- [Provided information]:
+===+
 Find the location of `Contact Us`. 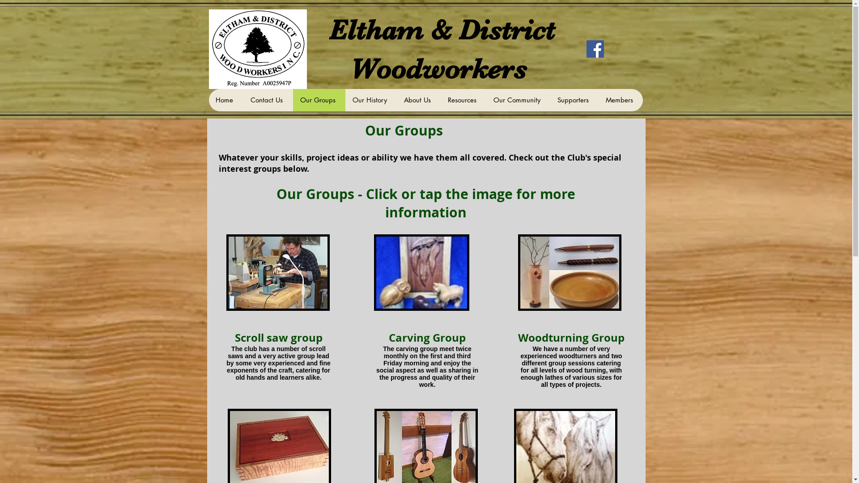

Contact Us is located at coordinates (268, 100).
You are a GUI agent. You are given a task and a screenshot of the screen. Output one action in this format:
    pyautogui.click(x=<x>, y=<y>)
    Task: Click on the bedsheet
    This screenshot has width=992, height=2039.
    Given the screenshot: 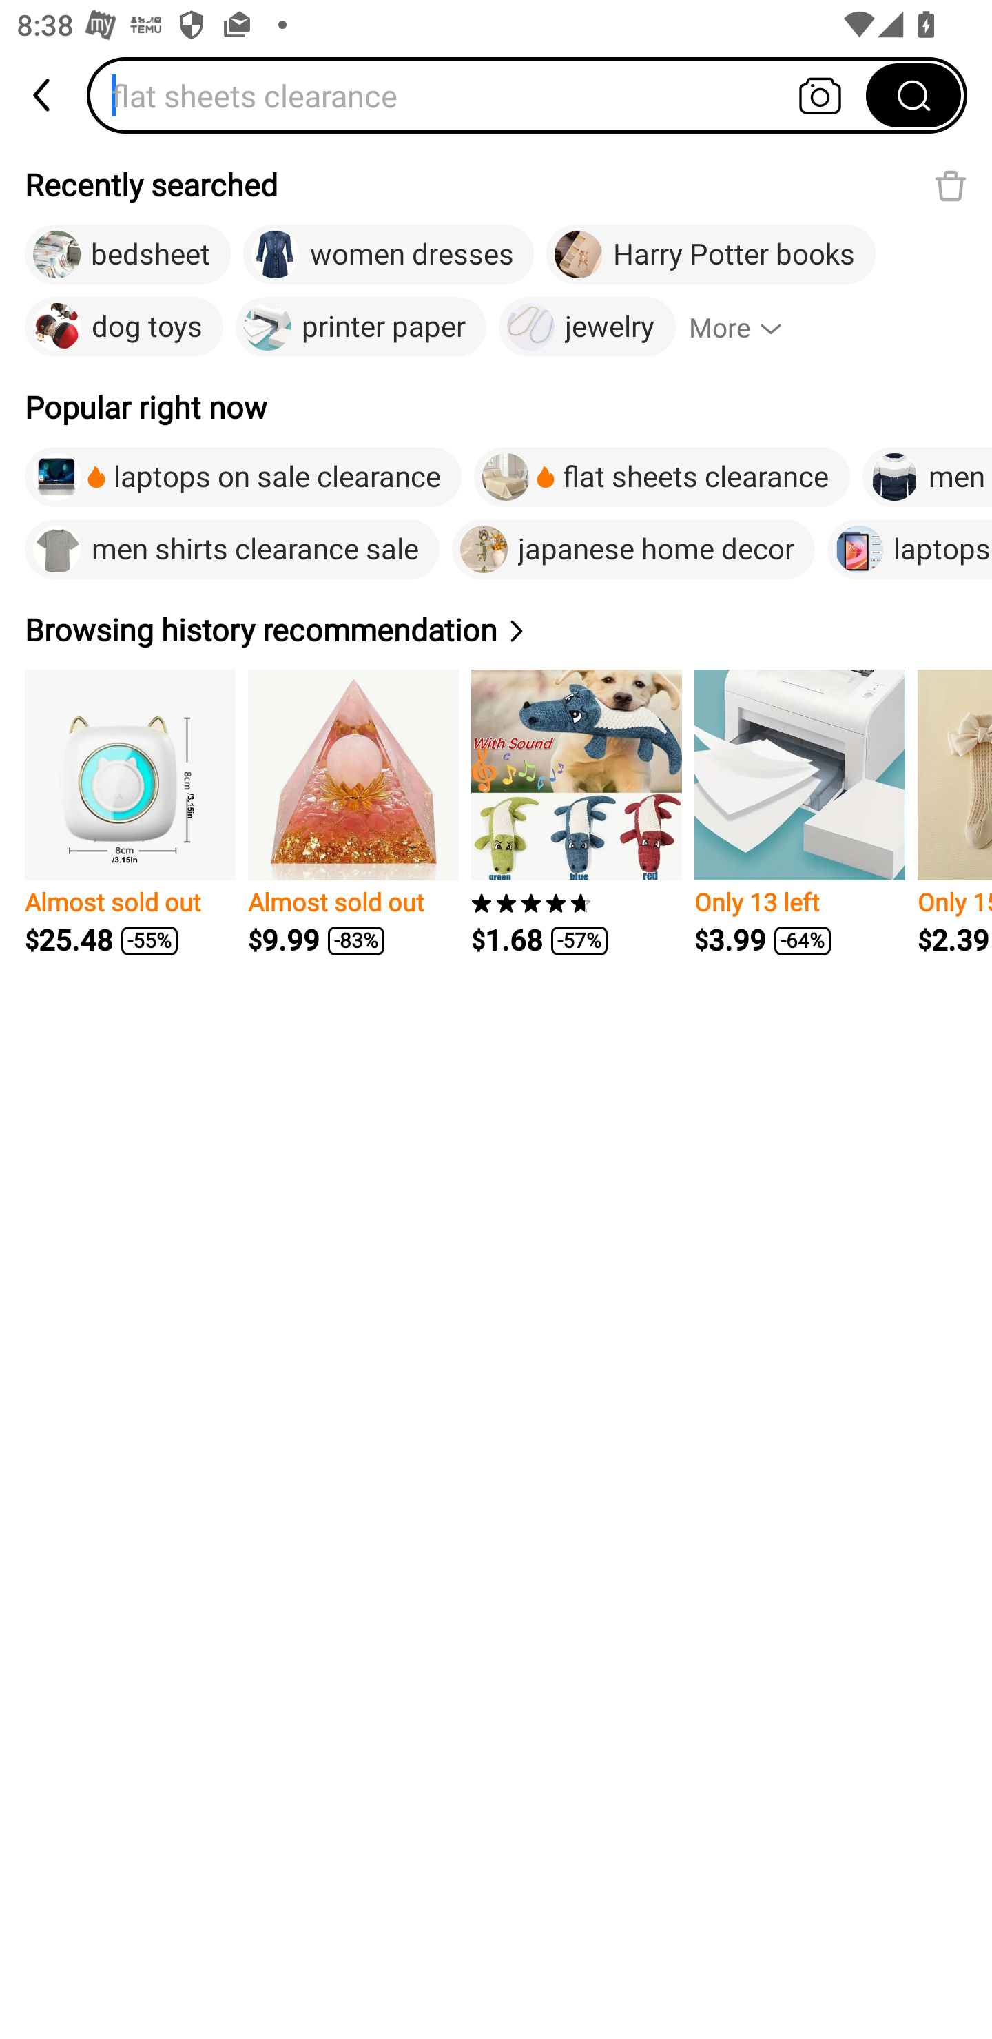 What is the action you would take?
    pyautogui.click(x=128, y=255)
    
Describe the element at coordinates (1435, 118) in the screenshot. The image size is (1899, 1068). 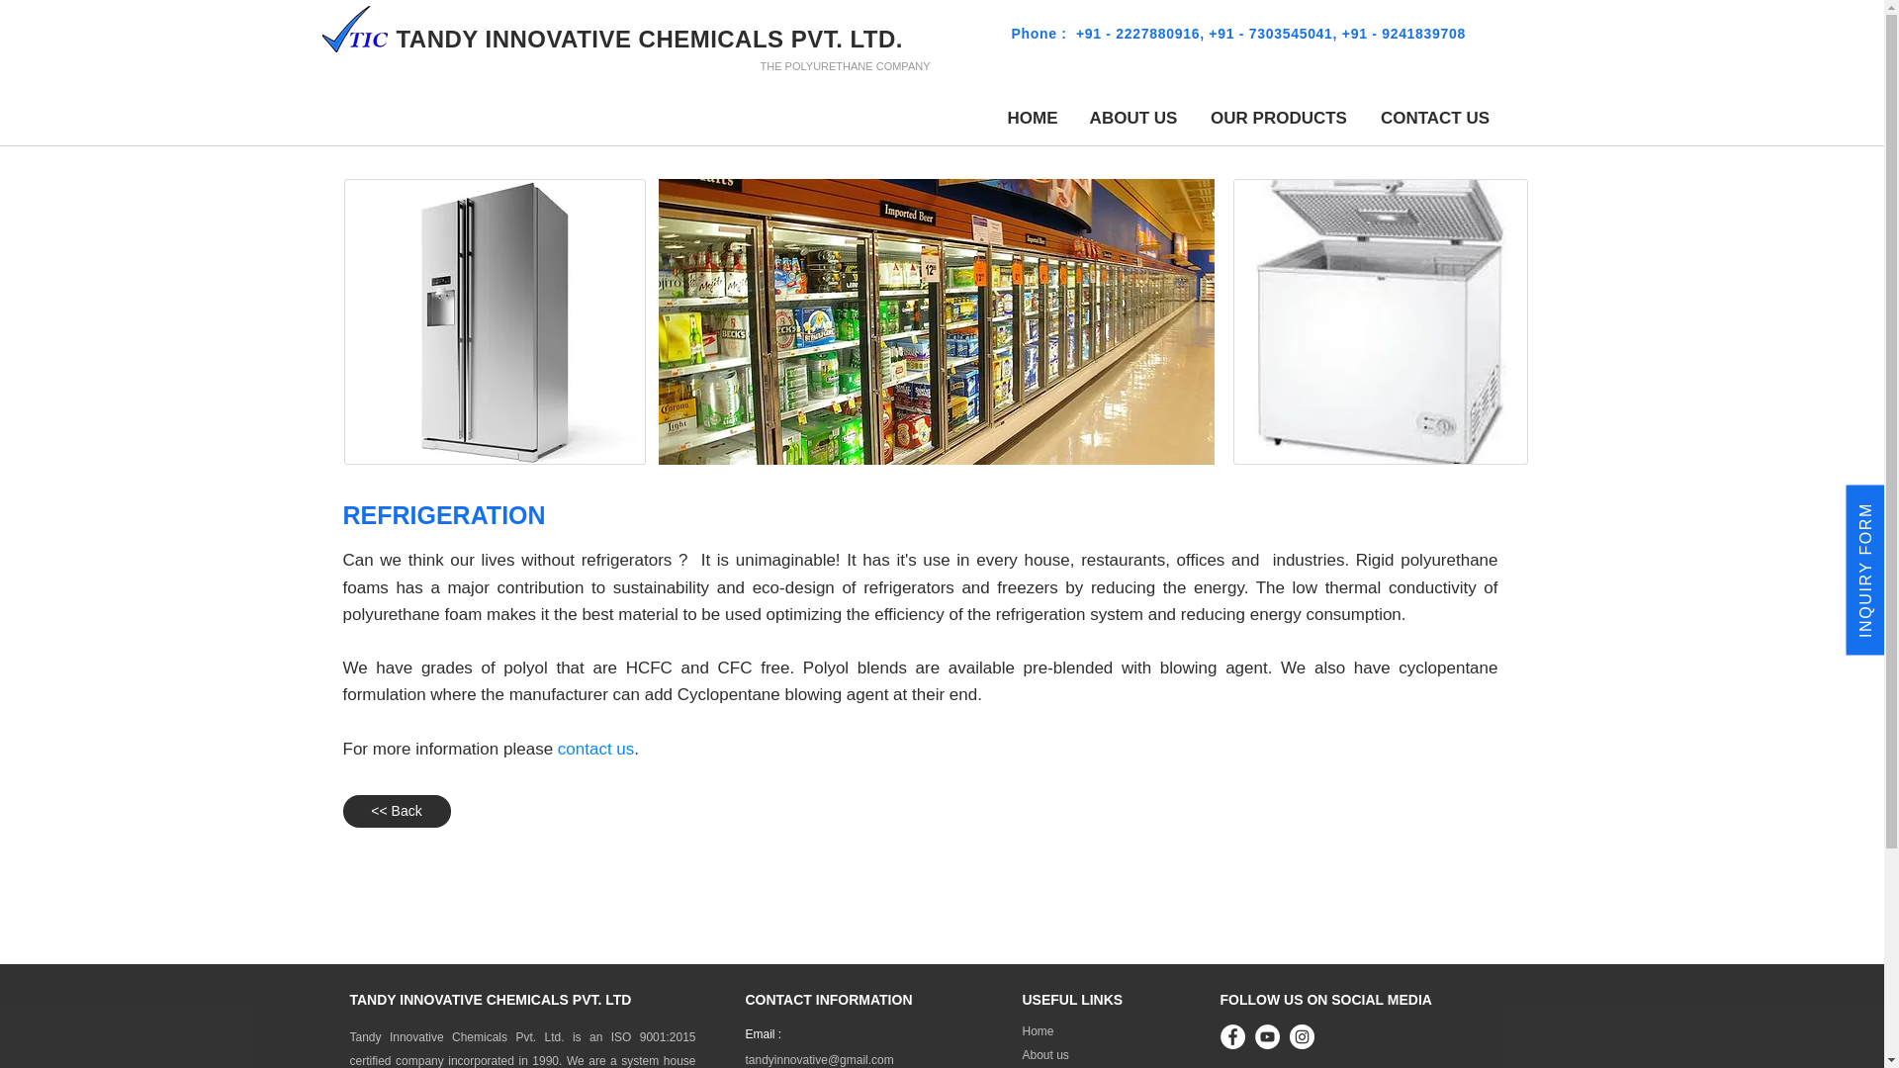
+===+
- [Activity]: Return the lines exactly as they stand, from the start of the entries through the line holding "This screenshot has"; omit the pictures.

- [Written response]:
 Find the location of `Contact Us`. 

Contact Us is located at coordinates (268, 100).
You are a GUI agent. You are given a task and a screenshot of the screen. Output one action in this format:
    pyautogui.click(x=<x>, y=<y>)
    Task: Click on the bedsheet
    This screenshot has width=992, height=2039.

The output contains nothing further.